The King nodded and turned away. Prexaspes, with a smirk of triumph on his face, left the room. Passing out into the hall, he was about to go to his room, when a servant approached and, after a low salutation, said, “Noble Prexaspes, my royal mistress, the Princess Athura, commands that you come to her waiting-room. She would speak with you.”

Prexaspes hesitated a moment. Then, drawing his breath sharply, as if bracing himself to a severe task, and assuming a cheerful demeanor, he followed the servant. Athura and her sister had not retired to their beds after the banquet. The departure of Bardya, followed by the fearful scene produced by the Magi, had rendered them sleepless. They had ordered their servants to watch for and report the return of Prexaspes to them. Prexaspes entered the room where they awaited him and bowed very low before them, touching the floor with his hands. Then he stood in respectful attitude with downcast eyes, awaiting their pleasure. The eyes of the maidens were red with weeping.

“Speak, false traitor! Was it you that struck Bardya and slew him?” exclaimed Athura, approaching him with clenched hands and blazing eyes.

Prexaspes raised his brows in well-simulated surprise.

“You wrong me greatly, most noble Princess! What mean you? No one has slain Bardya,” he answered.

“But I saw his spirit! He appeared at the close of the feast, and his head was cleft in twain as with a sword-stroke!”

Prexaspes smiled reassuringly, and drawing nearer to the Princess he whispered: “Believe it not, O most royal! That was but a delusion to convince the Great King that his will had been done. How could a spirit appear with cleft head? Spirits have no bodies that may be seen. But Patatheites was able to influence all there so that they believed they saw the spirit of Bardya, while the great Prince was riding swift as the wind to Rhages. Dry your tears! Bardya is beyond the reach of the King now, and in due time you will hear that he has arrived in his dominions. You saw no spirit. It was but a picture from the mind of the Magian chief.”
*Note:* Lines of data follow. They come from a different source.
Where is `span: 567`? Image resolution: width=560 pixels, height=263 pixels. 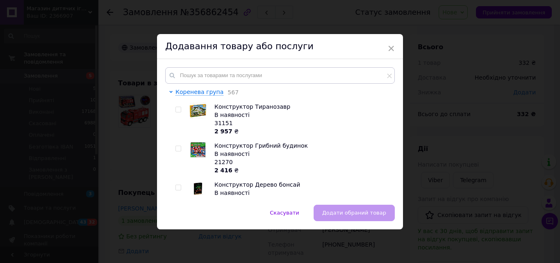
span: 567 is located at coordinates (231, 92).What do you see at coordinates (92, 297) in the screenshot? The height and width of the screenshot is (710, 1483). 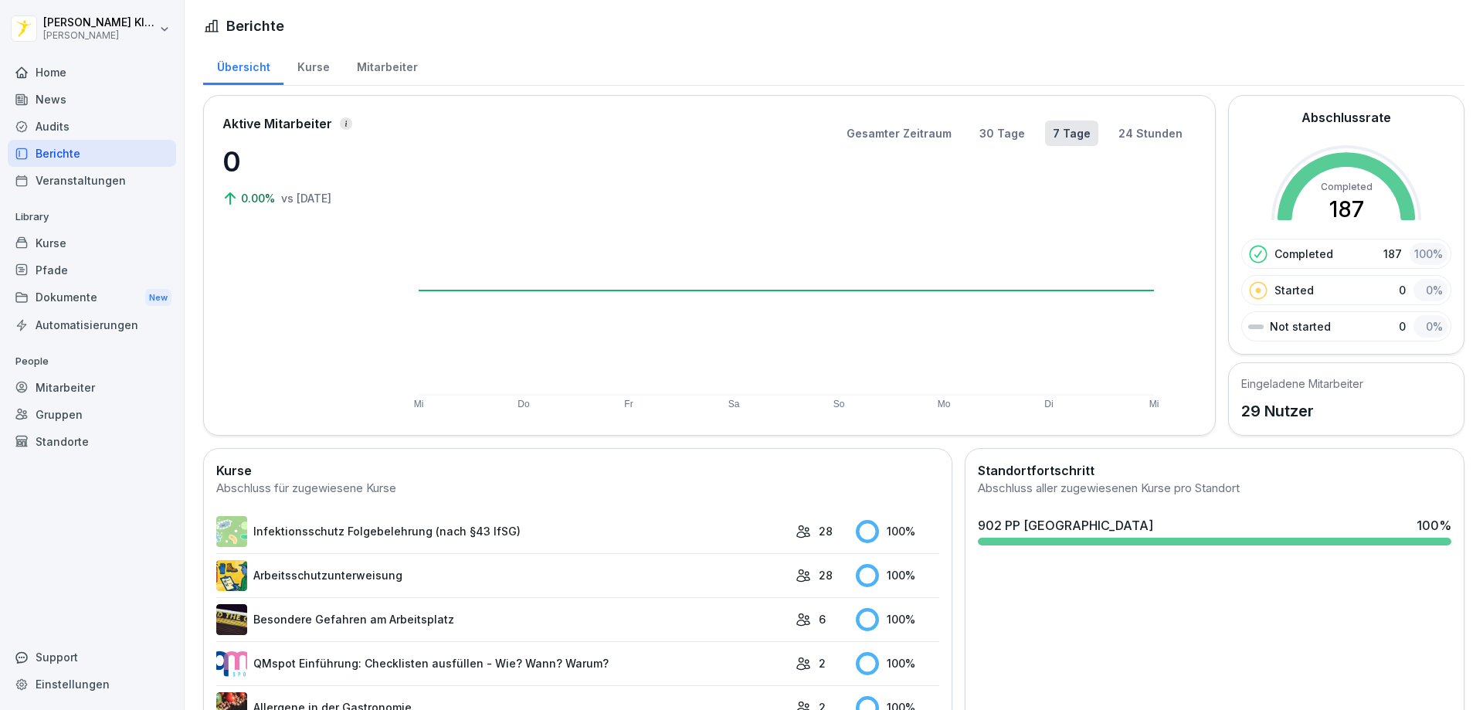 I see `a: DokumenteNew` at bounding box center [92, 297]. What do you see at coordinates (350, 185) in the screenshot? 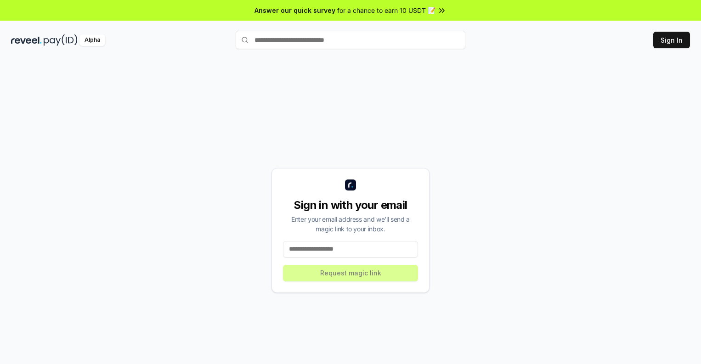
I see `img: logo_small` at bounding box center [350, 185].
So sincere were his words and manner that Athura was reassured. She never had been superstitious or believed that the Magi were other than tricksters. The sternness left her countenance. She smiled graciously and extended her hand, which Prexaspes on bended knee respectfully kissed while his brilliant eyes glowed with admiration. Never, he thought at that moment, had he seen so beautiful a face or so perfect a form, never such a gracious and winning smile. For a moment his heart, used to the ways of the world, satiated with the pleasures of life, leaped within him; and he felt that to deserve that gracious smile he would have undone all that he had done and given up all that he had won. The music of her voice and the sweetness of her smile dwelt with him many a day thereafter, bringing to him the only regret and shame that he had ever known since childhood.
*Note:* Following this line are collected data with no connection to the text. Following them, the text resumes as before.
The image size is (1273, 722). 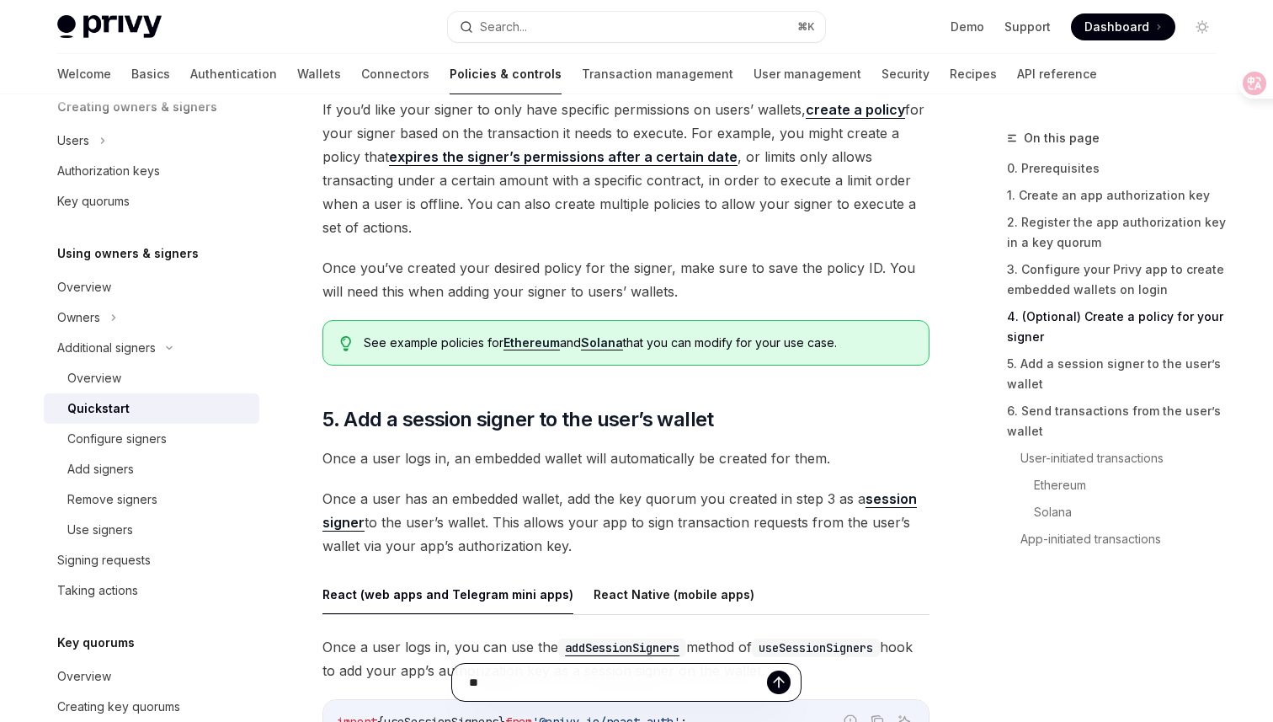 I want to click on div: Configure signers, so click(x=117, y=439).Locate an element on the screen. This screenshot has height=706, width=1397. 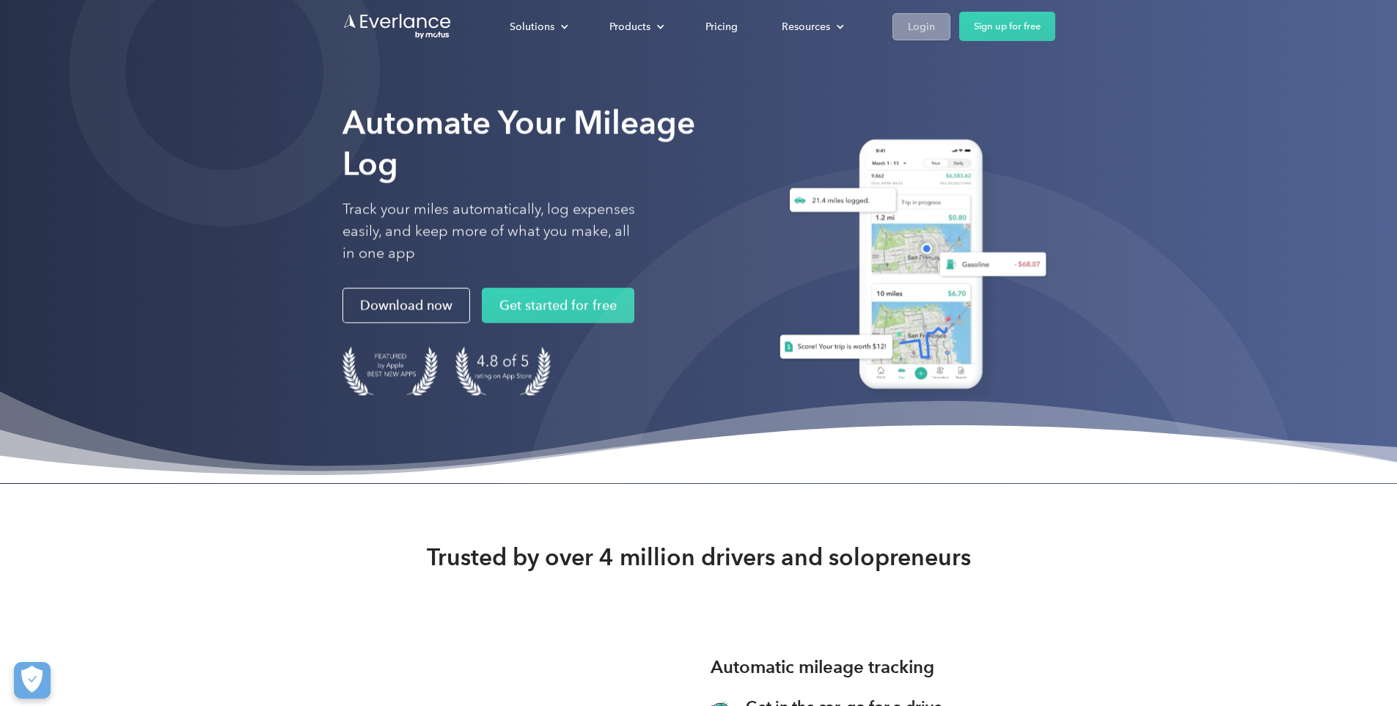
a: Get started for free is located at coordinates (558, 306). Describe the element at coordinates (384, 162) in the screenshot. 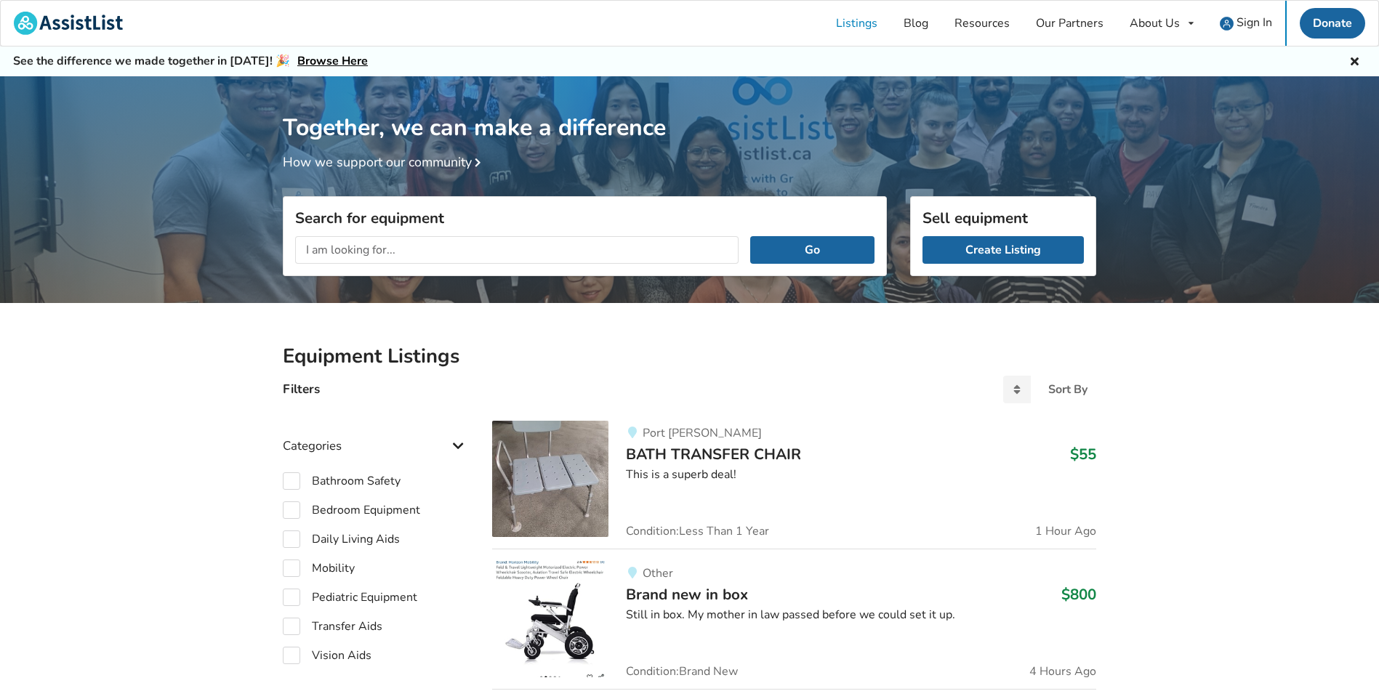

I see `a: How we support our community` at that location.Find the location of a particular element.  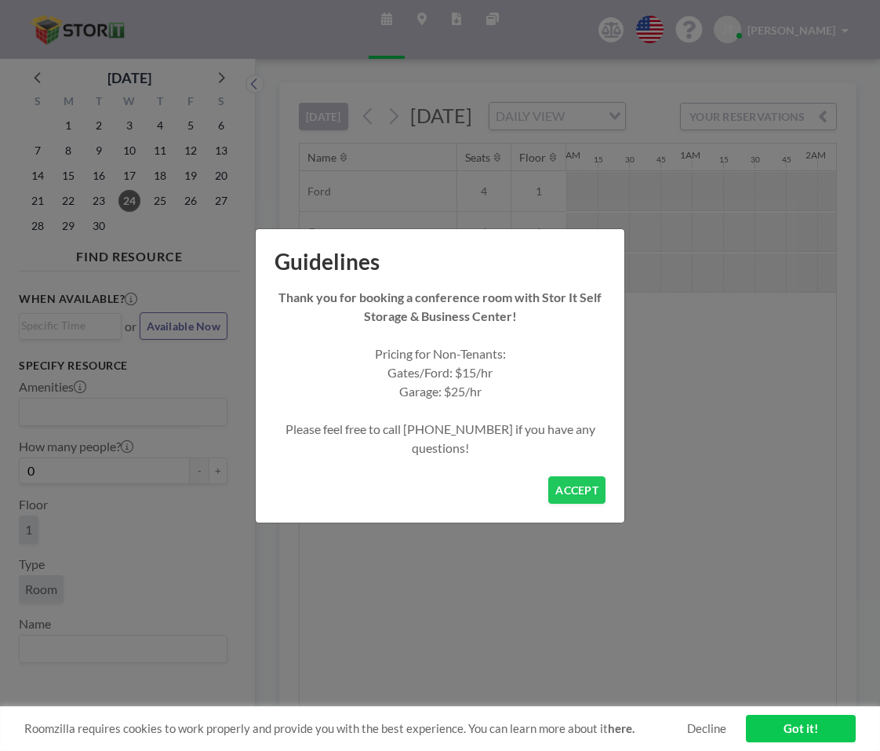

strong: Thank you for booking a conference room with Stor It Self Storage & Business Center! is located at coordinates (440, 306).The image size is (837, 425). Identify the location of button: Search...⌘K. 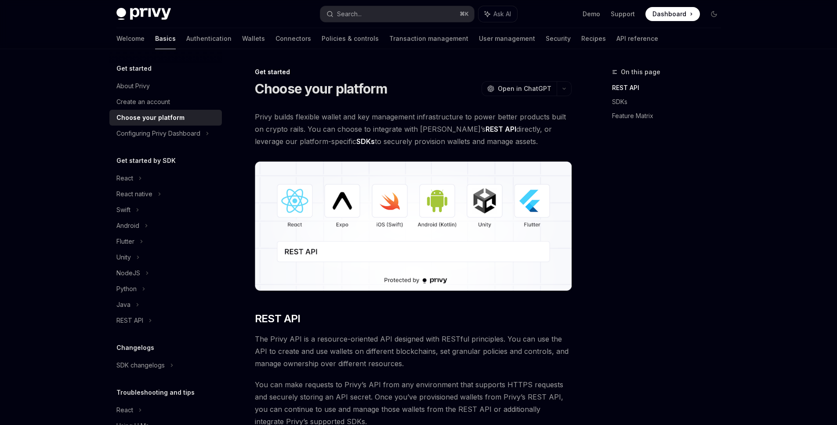
(397, 14).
“Noble Prexaspes,” she said, “I recall my harsh words! But that was a horrible thing the great magician showed us; and it was well thought of to deceive the King! Surely my brother and I will reward you in days to come when all danger shall have been removed. As you have this night served Bardya, I promise on the word of an Achæmenian, which has never been broken, you will have a fitting and suitable reward. Farewell!”